President Donald Trump’s administration ended the U.S. Department of Justice’s (DOJ) support for a lawsuit that challenges the legality of a Tennessee law that prohibits doctors from performing transgender surgeries on minors and giving them transgender drugs.
In a letter written to the clerk of the United States Supreme Court, Deputy Solicitor General Curtis E. Gannon said the DOJ is no longer challenging the law. However, he asked that the court still issue a ruling on the matter because it will set precedent for the lower courts to follow.
Tennessee Gov. Bill Lee signed the bill to prevent transgender procedures from being performed on minors in March 2023, which subsequently faced legal challenges from some residents in the state and President Joe Biden’s DOJ. The Supreme Court agreed to hear the case in October of last year and has already heard oral arguments.
Residents — represented by the American Civil Liberties Union (ACLU), Lambda Legal, and Akin Gump — and Biden’s DOJ argued that the law violates the Equal Protection Clause of the 14th Amendment.

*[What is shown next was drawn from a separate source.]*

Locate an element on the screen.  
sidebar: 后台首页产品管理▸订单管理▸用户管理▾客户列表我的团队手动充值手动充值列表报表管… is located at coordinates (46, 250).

Those lawyers made the case during oral arguments that a blanket prohibition on those procedures for minors constitutes a form of “sex” discrimination.
Lawyers representing Tennessee argued that the law is a simple health and safety regulation that protects all minors from risky procedures and does not discriminate on the basis of sex.

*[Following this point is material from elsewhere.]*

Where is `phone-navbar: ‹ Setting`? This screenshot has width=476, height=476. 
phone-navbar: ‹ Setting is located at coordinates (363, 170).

In the letter to the court, Gannon said Trump’s DOJ does not believe the law violates the Constitution.
“Following the change in administration, the [DOJ] has reconsidered the United States’ position in this case,” Gannon said. “The purpose of this letter is to notify the court that the government’s previously stated views no longer represent the United States’ position.”
The letter states that the new administration “would not have intervened to challenge” the law.

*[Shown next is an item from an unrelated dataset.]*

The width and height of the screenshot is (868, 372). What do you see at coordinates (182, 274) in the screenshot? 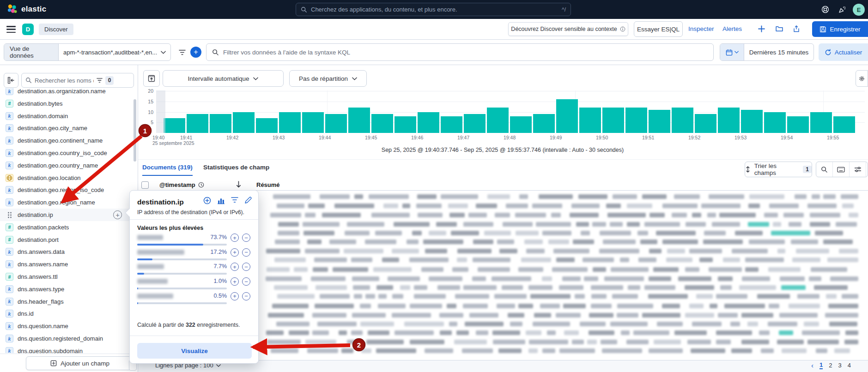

Gannon wrote, however, that the DOJ is not “seeking to dismiss its case,” adding: “The court’s prompt resolution of the question presented will bear on many cases pending in the lower courts.”
Because the DOJ will no longer argue against the law, Gannon urged the Supreme Court to continue the case with the private plaintiffs.
The ACLU, the ACLU of Tennessee, Lambda Legal, and Akin Gump issued a joint statement criticizing the administration’s decision, saying the “discriminatory and baseless ban continues to upend the lives of our plaintiffs — transgender adolescents, their families, and a medical provider.”
“These Tennesseans have had their constitutional right to equal protection under the law violated by the state of Tennessee,” the statement read. “This latest move from the Trump administration is another indication that they are using the power of the federal government to target marginalized groups for further discrimination.”
In the first few weeks of Trump’s second presidency, the president has taken several actions to curtail the imposition of gender ideology in the United States, including an executive order that affirms there are two genders determined by biological characteristics, an executive order that bans transgender drugs and surgeries for minors, and an executive order to keep men out of women’s sports.